ADDIE can be painfully slow
It can often take months to produce ADDIE-compliant documentation, not to mention ADDIE-compliant courses. Who has that kind of time anymore? Compliance has its virtues, but speed isn’t one of them. How much time can you devote to an overly formal, structured process, requiring lots of non-courseware documentation? If this describes your work, how can you make it go faster, without jeopardizing quality, and, if you can, does this change your methodology to something newer and more adaptive?
Design is often the stepchild of ADDIE
Can you really use a sequential, step-by-step process to design high quality training? Yes, the process can prescribe what you should do: writing objectives, asking questions, providing practice, etc., but how well those design elements are actually implemented is as much art as science, and as much experience as process, as any good instructional designer will tell you. Instructional design and ADDIE are not the same thing; instructional design is much more, and we get into trouble when we confuse the two. Creativity, heuristics, experience, best practices, trial and error, experimentation, and even informed hunches play a role. You won’t find them in most ADDIE applications. And, as we are discovering, this problem can be exacerbated in an eLearning project.

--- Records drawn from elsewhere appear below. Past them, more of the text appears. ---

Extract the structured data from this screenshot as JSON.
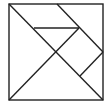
{
  "diagram": {
    "type": "tangram",
    "background": "#ffffff",
    "stroke_color": "#222222",
    "stroke_width": 1.4,
    "square": {
      "x": 9,
      "y": 4,
      "width": 94,
      "height": 96
    },
    "lines": [
      {
        "name": "main-diagonal",
        "x1": 9,
        "y1": 4,
        "x2": 103,
        "y2": 100
      },
      {
        "name": "top-right-diagonal",
        "x1": 57,
        "y1": 4,
        "x2": 103,
        "y2": 52
      },
      {
        "name": "horizontal-segment",
        "x1": 34,
        "y1": 28,
        "x2": 79,
        "y2": 28
      },
      {
        "name": "anti-diagonal",
        "x1": 79,
        "y1": 28,
        "x2": 9,
        "y2": 100
      },
      {
        "name": "right-small-segment",
        "x1": 103,
        "y1": 52,
        "x2": 80,
        "y2": 76
      }
    ]
  }
}
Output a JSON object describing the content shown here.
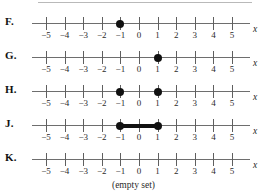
{
  "figure": {
    "kind": "multiple-choice-number-lines",
    "axis_variable": "x",
    "tick_values": [
      -5,
      -4,
      -3,
      -2,
      -1,
      0,
      1,
      2,
      3,
      4,
      5
    ],
    "tick_labels": [
      "−5",
      "−4",
      "−3",
      "−2",
      "−1",
      "0",
      "1",
      "2",
      "3",
      "4",
      "5"
    ],
    "axis_min": -5,
    "axis_max": 5,
    "caption": "(empty set)",
    "line_color": "#6e6e6e",
    "mark_color": "#111111"
  },
  "choices": [
    {
      "label": "F.",
      "name": "choice-f",
      "points": [
        -1
      ],
      "segments": []
    },
    {
      "label": "G.",
      "name": "choice-g",
      "points": [
        1
      ],
      "segments": []
    },
    {
      "label": "H.",
      "name": "choice-h",
      "points": [
        -1,
        1
      ],
      "segments": []
    },
    {
      "label": "J.",
      "name": "choice-j",
      "points": [
        -1,
        1
      ],
      "segments": [
        {
          "from": -1,
          "to": 1
        }
      ]
    },
    {
      "label": "K.",
      "name": "choice-k",
      "points": [],
      "segments": []
    }
  ]
}
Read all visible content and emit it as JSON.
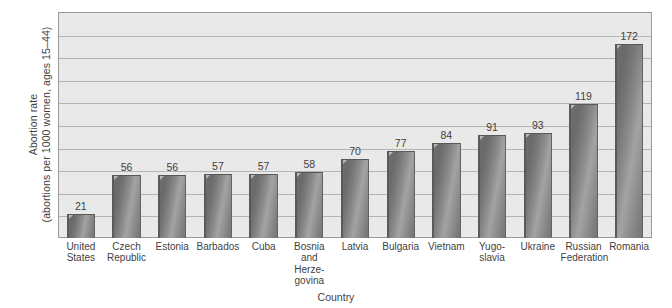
{
  "chart_data": {
    "type": "bar",
    "title": "",
    "subtitle": "",
    "xlabel": "Country",
    "ylabel_line1": "Abortion rate",
    "ylabel_line2": "(abortions per 1000 women, ages 15–44)",
    "categories": [
      "United States",
      "Czech Republic",
      "Estonia",
      "Barbados",
      "Cuba",
      "Bosnia and Herzegovina",
      "Latvia",
      "Bulgaria",
      "Vietnam",
      "Yugoslavia",
      "Ukraine",
      "Russian Federation",
      "Romania"
    ],
    "category_lines": [
      [
        "United",
        "States"
      ],
      [
        "Czech",
        "Republic"
      ],
      [
        "Estonia"
      ],
      [
        "Barbados"
      ],
      [
        "Cuba"
      ],
      [
        "Bosnia",
        "and",
        "Herze-",
        "govina"
      ],
      [
        "Latvia"
      ],
      [
        "Bulgaria"
      ],
      [
        "Vietnam"
      ],
      [
        "Yugo-",
        "slavia"
      ],
      [
        "Ukraine"
      ],
      [
        "Russian",
        "Federation"
      ],
      [
        "Romania"
      ]
    ],
    "values": [
      21,
      56,
      56,
      57,
      57,
      58,
      70,
      77,
      84,
      91,
      93,
      119,
      172
    ],
    "value_labels": [
      "21",
      "56",
      "56",
      "57",
      "57",
      "58",
      "70",
      "77",
      "84",
      "91",
      "93",
      "119",
      "172"
    ],
    "ylim": [
      0,
      200
    ],
    "ytick_labels": [],
    "gridlines": [
      20,
      40,
      60,
      80,
      100,
      120,
      140,
      160,
      180
    ],
    "grid": true,
    "legend": false,
    "legend_position": "none",
    "colors": {
      "plot_background": "#e9e9e9",
      "gridline": "#b4b4b4",
      "bar_dark": "#6a6a6a",
      "bar_light": "#a3a3a3",
      "bar_edge": "#5a5a5a",
      "axis_border": "#9a9a9a",
      "text": "#3f3f3f",
      "page_background": "#ffffff"
    }
  }
}
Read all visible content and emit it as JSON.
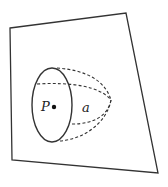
{
  "diagram": {
    "labels": {
      "point": "P",
      "surface": "a"
    },
    "colors": {
      "stroke": "#333333",
      "background": "#ffffff"
    },
    "plane": {
      "corners": [
        [
          10,
          28
        ],
        [
          126,
          13
        ],
        [
          158,
          173
        ],
        [
          12,
          160
        ]
      ]
    },
    "ellipse": {
      "cx": 52,
      "cy": 105,
      "rx": 20,
      "ry": 37
    },
    "point": {
      "x": 53,
      "y": 107
    }
  }
}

ADDIE can inhibit non-ADDIE thinking
Perhaps the biggest concern about ADDIE is that it’s been blasted into our heads, and into our practice for so long, we may not just take it for granted, but take it for gospel. “ADDIE is how we do it; it’s how we’ve always done it; and it’s how we’re going to do it in the future.” Spoken or unspoken, is this a healthy attitude? Does it limit our agility to respond to changing learning needs? Does it move your organization, or the field forward? If you rise up to innovate, would the process slap you down? In our drive to make our design process simple and consistent, have we inadvertently made it too simplistic and too rigid (they are not mutually exclusive)?
ADDIE comes trippingly off the tongue. It’s easy to explain. It’s easy to document. It looks good on our posters, flowcharts and design manuals. It’s comfortable; perhaps too comfortable. This is a question every training organization should ask. Is ADDIE serving our needs well? Are there pieces missing? Would we benefit from a more adaptable approach?
Some learning and development organizations make ADDIE work by taking it in a more flexible direction, with less focus on process and more on outcomes. But for too many organizations, ADDIE is the law. Sure we must analyze performance problems, design great learning, and get it developed. We must implement it seamlessly and cost-effectively, and we sure better know if it’s working. But there’s more to it than five boxes and a few arrows … much more. So let’s keep the good parts of what ADDIE represents but throw off the shackles that hold us to the belief that the ADDIE way is the only way.
There are lots of insightful voices on the state of instructional design models, like Allison Rossett and Michael Allen. There’s even a compilation of articles and posts on this debate. So now it’s your turn. Agree, disagree, or have a new perspective? Have at it.